Ohio already in love with new Bengal

DRAFT AMALYSIS: Bengals earn B- | What grade do you give them?

By Tom Archdeacon

Staff Writer

Monday, April 28, 2008

He hasn't played a down for the Cincinnati Bengals. In fact, he just got drafted. But already he's received more of an embrace from Ohio football fans than nearly any player on the team.

"Yeah, I have a good fan base there," Corey Lynch said with a chuckle.

He told of the Ohio car dealer who, once he heard what he'd done, promised, "Man, I'll give him a deal on any car he wants."

Then there was the guy who knew his college coach: "I think the Indians were in the running for the World Series, and he asked my coach if I could sign his jersey from (Lynch's college). ... So I sent it to him. So he was walking up to the Indians' stadium, and all the Ohio State fans stood and started clapping for him once they saw the shirt."

He got so many computer messages, his e-mail system over-loaded. "They would say I was the hero of their life," he laughed. "I was like, 'What's going on?' "

That's simple. He'd become a Buckeye legend for the way he deflated the football dreams of the rival Michigan Wolverines.

More than any other guy on the Appalachian State team last September, Lynch was responsible for what's considered one of the biggest upsets in American sports history.

The No. 5 Wolverines were derailed by I-AA Appalachian State 34-32 in a season opener that Las Vegas oddsmakers figured would be such a mismatch they refused to set a betting line.

Lynch not only made 11 tackles — including three third-down stops and another on fourth — but he blocked the Wolverines game-winning 37-yard field-goal attempt on the last play and, with cramping legs, ran the ball back 62 yards before getting pushed out of bounds near the end zone.

When the Mountaineers got back to Boone, N.C., from Ann Arbor, Lynch said, "There were 10,000 students at the stadium, and it was 2 in the morning. It's something I'll never forget."

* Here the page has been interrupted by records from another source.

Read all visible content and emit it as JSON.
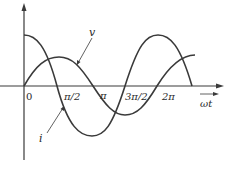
{
  "diagram": {
    "title": "",
    "axes": {
      "x_label": "ωt",
      "ticks": [
        {
          "label": "0",
          "x": 27,
          "y": 100
        },
        {
          "label": "π/2",
          "x": 64,
          "y": 100
        },
        {
          "label": "π",
          "x": 100,
          "y": 99
        },
        {
          "label": "3π/2",
          "x": 126,
          "y": 100
        },
        {
          "label": "2π",
          "x": 163,
          "y": 100
        }
      ]
    },
    "curves": [
      {
        "name": "v",
        "label": "v",
        "type": "sine",
        "amplitude": "small",
        "phase": "0"
      },
      {
        "name": "i",
        "label": "i",
        "type": "cosine",
        "amplitude": "large",
        "phase": "leads by π/2"
      }
    ],
    "colors": {
      "line": "#3a3a3a",
      "background": "#ffffff"
    }
  }
}
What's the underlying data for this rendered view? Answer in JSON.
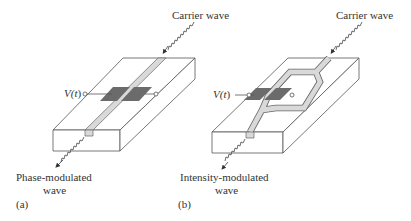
{
  "figure": {
    "panel_a": {
      "tag": "(a)",
      "title": "Phase-modulator",
      "input_label": "Carrier wave",
      "output_label_line1": "Phase-modulated",
      "output_label_line2": "wave",
      "voltage_label_prefix": "V(",
      "voltage_label_var": "t",
      "voltage_label_suffix": ")",
      "waveguide": "straight"
    },
    "panel_b": {
      "tag": "(b)",
      "title": "Intensity-modulator",
      "input_label": "Carrier wave",
      "output_label_line1": "Intensity-modulated",
      "output_label_line2": "wave",
      "voltage_label_prefix": "V(",
      "voltage_label_var": "t",
      "voltage_label_suffix": ")",
      "waveguide": "mach-zehnder"
    },
    "colors": {
      "line": "#555555",
      "electrode": "#6b6b6b",
      "waveguide": "#d9d9d9",
      "text": "#333333"
    }
  }
}
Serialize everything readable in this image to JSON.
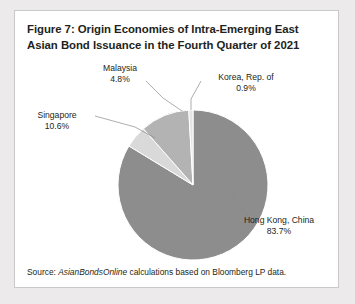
{
  "figure": {
    "title": "Figure 7: Origin Economies of Intra-Emerging East Asian Bond Issuance in the Fourth Quarter of 2021",
    "source_prefix": "Source:",
    "source_italic": "AsianBondsOnline",
    "source_rest": "calculations based on Bloomberg LP data."
  },
  "labels": {
    "malaysia_name": "Malaysia",
    "malaysia_pct": "4.8%",
    "korea_name": "Korea, Rep. of",
    "korea_pct": "0.9%",
    "singapore_name": "Singapore",
    "singapore_pct": "10.6%",
    "hongkong_name": "Hong Kong, China",
    "hongkong_pct": "83.7%"
  },
  "chart_data": {
    "type": "pie",
    "title": "Figure 7: Origin Economies of Intra-Emerging East Asian Bond Issuance in the Fourth Quarter of 2021",
    "xlabel": "",
    "ylabel": "",
    "unit": "percent",
    "start_angle_deg": 0,
    "direction": "clockwise",
    "legend": "none",
    "labels_position": "outside-with-leader-lines",
    "categories": [
      "Hong Kong, China",
      "Malaysia",
      "Singapore",
      "Korea, Rep. of"
    ],
    "values": [
      83.7,
      4.8,
      10.6,
      0.9
    ],
    "total": 100.0,
    "colors": [
      "#8d8d8d",
      "#d9d9d9",
      "#b3b3b3",
      "#e4e4e4"
    ],
    "slices": [
      {
        "name": "Hong Kong, China",
        "value": 83.7,
        "color": "#8d8d8d"
      },
      {
        "name": "Malaysia",
        "value": 4.8,
        "color": "#d9d9d9"
      },
      {
        "name": "Singapore",
        "value": 10.6,
        "color": "#b3b3b3"
      },
      {
        "name": "Korea, Rep. of",
        "value": 0.9,
        "color": "#e4e4e4"
      }
    ]
  },
  "geometry": {
    "cx": 178,
    "cy": 130,
    "r": 75
  }
}
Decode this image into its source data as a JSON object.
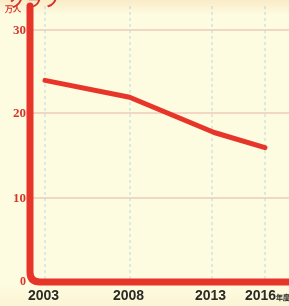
{
  "chart_data": {
    "type": "line",
    "title": "",
    "xlabel": "",
    "ylabel": "万人",
    "categories": [
      "2003",
      "2008",
      "2013",
      "2016"
    ],
    "x": [
      2003,
      2008,
      2013,
      2016
    ],
    "values": [
      24.0,
      22.0,
      17.8,
      16.0
    ],
    "series": [
      {
        "name": "人数",
        "values": [
          24.0,
          22.0,
          17.8,
          16.0
        ]
      }
    ],
    "xlim": [
      2003,
      2016
    ],
    "ylim": [
      0,
      30
    ],
    "yticks": [
      0,
      10,
      20,
      30
    ],
    "ytick_labels": [
      "0",
      "10",
      "20",
      "30"
    ],
    "xtick_labels": [
      "2003",
      "2008",
      "2013",
      "2016"
    ],
    "xtick_suffix": "年度",
    "grid": true,
    "grid_horizontal": true,
    "grid_vertical_dashed": true,
    "legend": "none",
    "legend_position": "none",
    "line_color": "#e8352a",
    "axis_color": "#e8352a",
    "background_color": "#fdfbe0",
    "hgrid_color": "#e8b3a6",
    "vgrid_color": "#bcd8e0",
    "ytick_color": "#d4382c",
    "xtick_color": "#2b2b28"
  },
  "axis": {
    "unit_label": "万人",
    "y_ticks": [
      {
        "label": "30",
        "value": 30
      },
      {
        "label": "20",
        "value": 20
      },
      {
        "label": "10",
        "value": 10
      },
      {
        "label": "0",
        "value": 0
      }
    ],
    "x_ticks": [
      {
        "label": "2003",
        "suffix": ""
      },
      {
        "label": "2008",
        "suffix": ""
      },
      {
        "label": "2013",
        "suffix": ""
      },
      {
        "label": "2016",
        "suffix": "年度"
      }
    ]
  },
  "title": {
    "cropped_heading": "グラフ"
  }
}
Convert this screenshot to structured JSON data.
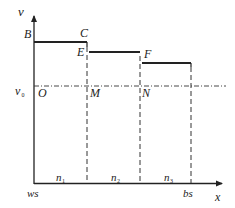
{
  "diagram": {
    "type": "step-velocity-vs-position",
    "axes": {
      "y_label": "v",
      "x_label": "x",
      "origin_label": "ws",
      "end_label": "bs"
    },
    "baseline": {
      "label": "v",
      "label_sub": "0"
    },
    "points": {
      "B": "B",
      "C": "C",
      "E": "E",
      "F": "F",
      "O": "O",
      "M": "M",
      "N": "N"
    },
    "segments": [
      {
        "label": "n",
        "sub": "1"
      },
      {
        "label": "n",
        "sub": "2"
      },
      {
        "label": "n",
        "sub": "3"
      }
    ],
    "colors": {
      "line": "#222222",
      "dash": "#333333"
    }
  }
}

How can he? Highlights from the game — especially his block — continually show up on ESPN.

"It's kind of a funny," the free safety said after being taken by the Bengals in the sixth round of the NFL draft, Sunday, April 27. "We watched it on TV today with my family, and I said, 'One day I'm going to make it to the end zone.' "

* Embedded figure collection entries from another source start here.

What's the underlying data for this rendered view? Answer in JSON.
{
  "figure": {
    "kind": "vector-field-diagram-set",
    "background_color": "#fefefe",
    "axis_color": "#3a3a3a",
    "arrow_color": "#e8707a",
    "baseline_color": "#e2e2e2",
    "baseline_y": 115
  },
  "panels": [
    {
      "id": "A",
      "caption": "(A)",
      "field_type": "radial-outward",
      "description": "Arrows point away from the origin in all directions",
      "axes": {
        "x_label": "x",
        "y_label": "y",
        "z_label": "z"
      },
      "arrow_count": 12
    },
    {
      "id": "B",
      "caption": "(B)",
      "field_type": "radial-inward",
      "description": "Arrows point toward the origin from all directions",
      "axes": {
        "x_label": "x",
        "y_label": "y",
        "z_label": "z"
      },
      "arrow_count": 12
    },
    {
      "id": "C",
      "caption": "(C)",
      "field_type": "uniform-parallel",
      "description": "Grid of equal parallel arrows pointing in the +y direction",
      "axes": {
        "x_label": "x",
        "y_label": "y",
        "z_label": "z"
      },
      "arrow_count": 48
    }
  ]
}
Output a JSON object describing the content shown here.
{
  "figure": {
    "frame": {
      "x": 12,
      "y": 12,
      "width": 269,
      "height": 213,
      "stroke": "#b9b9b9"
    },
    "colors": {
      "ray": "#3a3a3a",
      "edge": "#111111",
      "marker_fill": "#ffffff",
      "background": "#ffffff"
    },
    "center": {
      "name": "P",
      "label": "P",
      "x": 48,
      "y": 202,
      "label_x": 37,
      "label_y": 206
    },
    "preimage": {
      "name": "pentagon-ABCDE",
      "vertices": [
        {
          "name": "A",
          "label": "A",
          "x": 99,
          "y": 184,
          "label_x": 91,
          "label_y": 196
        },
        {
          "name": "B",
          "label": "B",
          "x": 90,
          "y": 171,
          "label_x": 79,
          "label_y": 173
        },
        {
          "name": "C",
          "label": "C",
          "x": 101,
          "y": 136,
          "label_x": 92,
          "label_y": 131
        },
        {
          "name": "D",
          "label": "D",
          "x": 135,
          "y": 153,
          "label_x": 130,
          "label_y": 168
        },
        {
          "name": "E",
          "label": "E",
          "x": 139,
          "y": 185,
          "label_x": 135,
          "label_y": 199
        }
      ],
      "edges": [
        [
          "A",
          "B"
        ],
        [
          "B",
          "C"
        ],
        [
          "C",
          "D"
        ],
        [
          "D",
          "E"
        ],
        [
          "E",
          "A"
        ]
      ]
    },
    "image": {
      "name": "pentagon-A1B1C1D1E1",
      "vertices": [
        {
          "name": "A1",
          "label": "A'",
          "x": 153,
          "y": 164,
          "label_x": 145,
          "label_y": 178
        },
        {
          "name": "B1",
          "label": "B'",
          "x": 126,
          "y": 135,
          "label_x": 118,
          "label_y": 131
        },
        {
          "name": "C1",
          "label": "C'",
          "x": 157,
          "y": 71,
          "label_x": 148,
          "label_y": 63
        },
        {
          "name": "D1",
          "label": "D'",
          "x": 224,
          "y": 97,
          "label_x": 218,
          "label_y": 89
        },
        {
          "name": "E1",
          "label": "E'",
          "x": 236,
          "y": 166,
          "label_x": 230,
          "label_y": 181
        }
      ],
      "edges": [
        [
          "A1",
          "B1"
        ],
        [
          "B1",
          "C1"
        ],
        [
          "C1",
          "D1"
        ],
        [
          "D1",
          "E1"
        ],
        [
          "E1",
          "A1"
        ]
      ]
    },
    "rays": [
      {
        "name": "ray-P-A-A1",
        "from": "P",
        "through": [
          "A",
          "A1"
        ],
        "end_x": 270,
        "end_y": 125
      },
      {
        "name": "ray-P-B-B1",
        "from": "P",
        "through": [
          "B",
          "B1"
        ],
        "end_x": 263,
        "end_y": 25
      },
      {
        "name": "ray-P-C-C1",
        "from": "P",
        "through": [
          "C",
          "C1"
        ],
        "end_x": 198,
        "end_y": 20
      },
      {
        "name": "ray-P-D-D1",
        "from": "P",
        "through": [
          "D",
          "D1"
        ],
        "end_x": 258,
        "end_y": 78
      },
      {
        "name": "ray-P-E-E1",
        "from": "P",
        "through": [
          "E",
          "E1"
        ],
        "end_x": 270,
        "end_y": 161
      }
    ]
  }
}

While unable to get to the goal line on that play, he did get a big score from it. It introduced him to football fans — and NFL coaches — everywhere.

And once you study his college career — National Defensive Player of the Year last season, a three-time All-American on a team that won three straight I-AA national titles — you've got to be impressed.

Yet when Bengals coach Marvin Lewis raved about him Sunday, Lynch wasn't cowed by it. He talked of bringing some "game-changing plays" to the team, then thanked Jesus Christ: "I believe he's led me to the Bengals for another great career."

So just as Lynch finds an avenue to the kicker, he's got some special pipeline to that Big Coach up above?

Well, on New Year's Eve he did marry Sissie Graham — granddaughter of the Rev. Billy Graham.

"We normally call him Daddy Bill," Lynch admitted. "He watches all our games."

So the fabled evangelist may start pulling for Cincinnati?

That could be the best news of the Bengals draft.